Enduring question: why do so many males travelling to Southeast Asia presently become sex-crazed maniacs?
Indeed, there are theories, about the heat, about the excitement, about the aromas, about the fantasy, about the women; indeed, all are good theories.
Having been stuck amid the heat, excitement, aromas, fantasy, and the women of Vietnam now for almost five months – waiting here while New Zealand deals with the aftermath of its Coronavirus/Novel Coronavirus/COVID-19 outbreak – fair to say, yes, these factors do add to a male’s sexual appetite; yet many places in the world are warm, exciting, aromatic, fantastical and sexually inviting, so what makes places like Vietnam, Thailand, Cambodia, Laos, or Philippines different?
A Western tourist entering Southeast Asia will likely find themselves besieged by a plethora of biting insects; these insects penetrate the skin, usually on the hunt for blood, leaving behind irritation, hypersensitivity, and mild toxicity.
When any kind of toxification enters our body, the liver must work to purify the blood by filtering from our bloodstream the inimical agent.

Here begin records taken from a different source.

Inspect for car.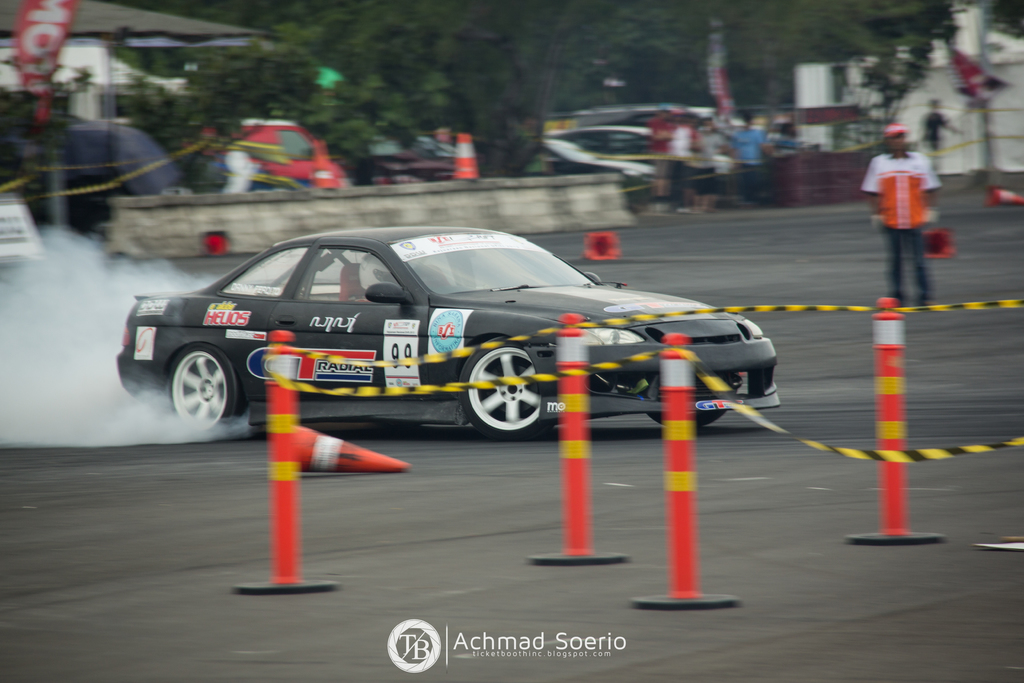
Inspection: x1=116 y1=226 x2=779 y2=440.
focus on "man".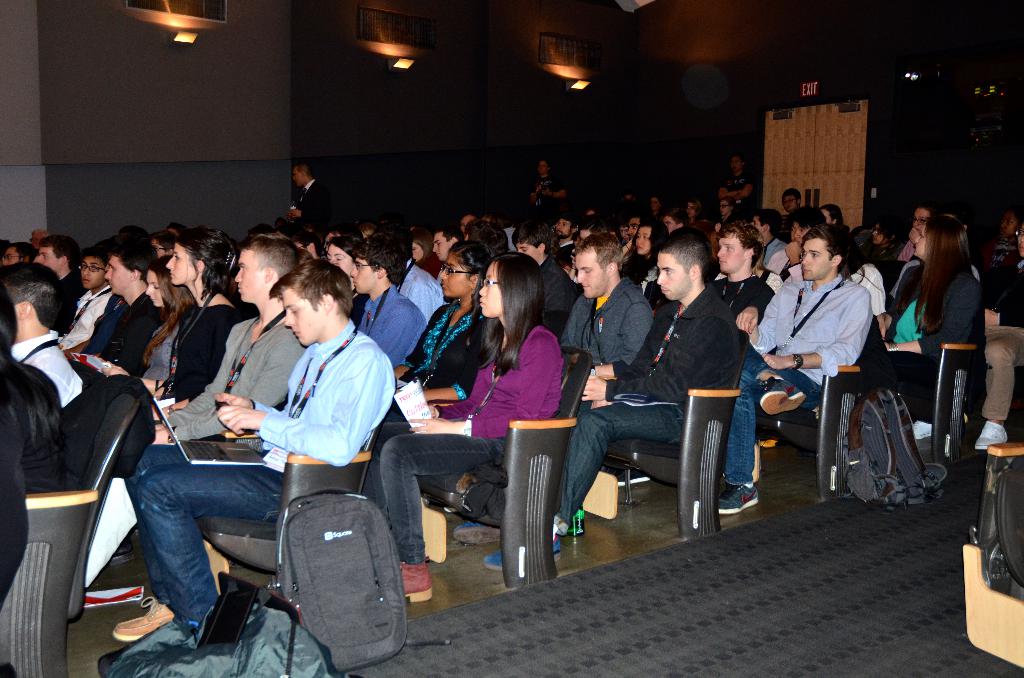
Focused at detection(454, 227, 743, 571).
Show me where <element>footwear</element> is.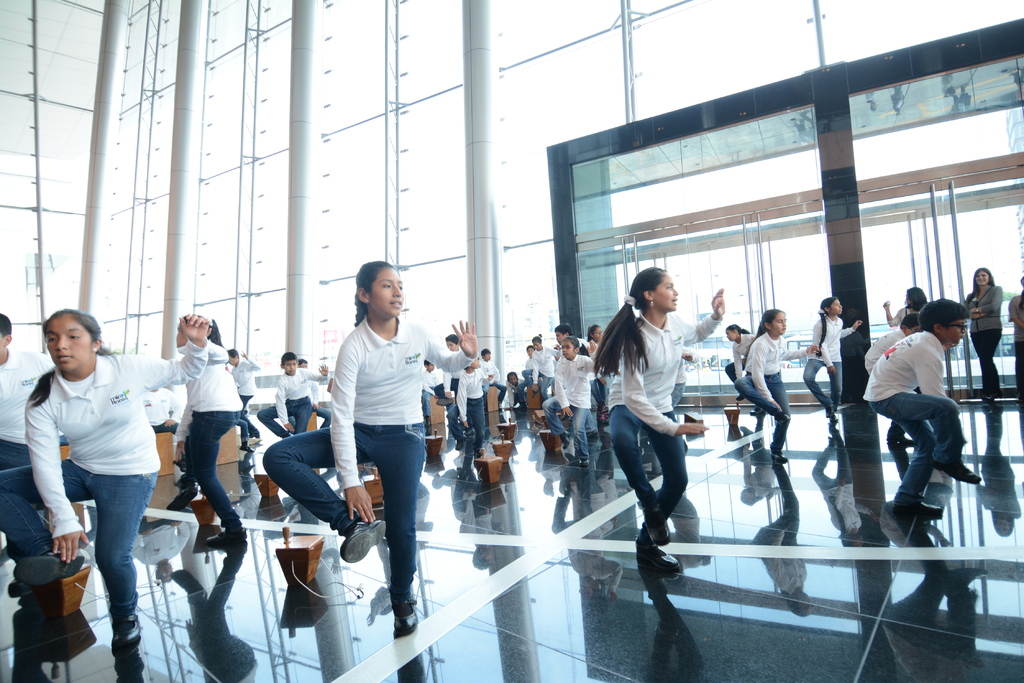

This overactivity in liver function stimulates the body into a kind of hyperdrive rendering it less inhibited while making it more receptive to desire and creating greater sensual responsivity; thus, we have a temporary aphrodisiac effect.
Bloodstream toxification caused by any number of factors will generate a similar effect.
Toxification caused by alcohol – aphrodisiac?
Toxification caused by cannabis – aphrodisiac?
Toxification caused by illness – aphrodisiac?
Toxification caused by too many bug bites – aphrodisiac.
Therefore, couple bug-bite induced toxification with these other potential aphrodisiacs of Southeast Asia – heat, excitement, aromas, fantasy, the women – and a man is left feeling extremely vulnerable to sexual advances from exquisite Southeast Asian women.
Imagine my frustration then; having been in a relationship for past months with a typically beautiful Vietnamese woman who ‘wants to wait’.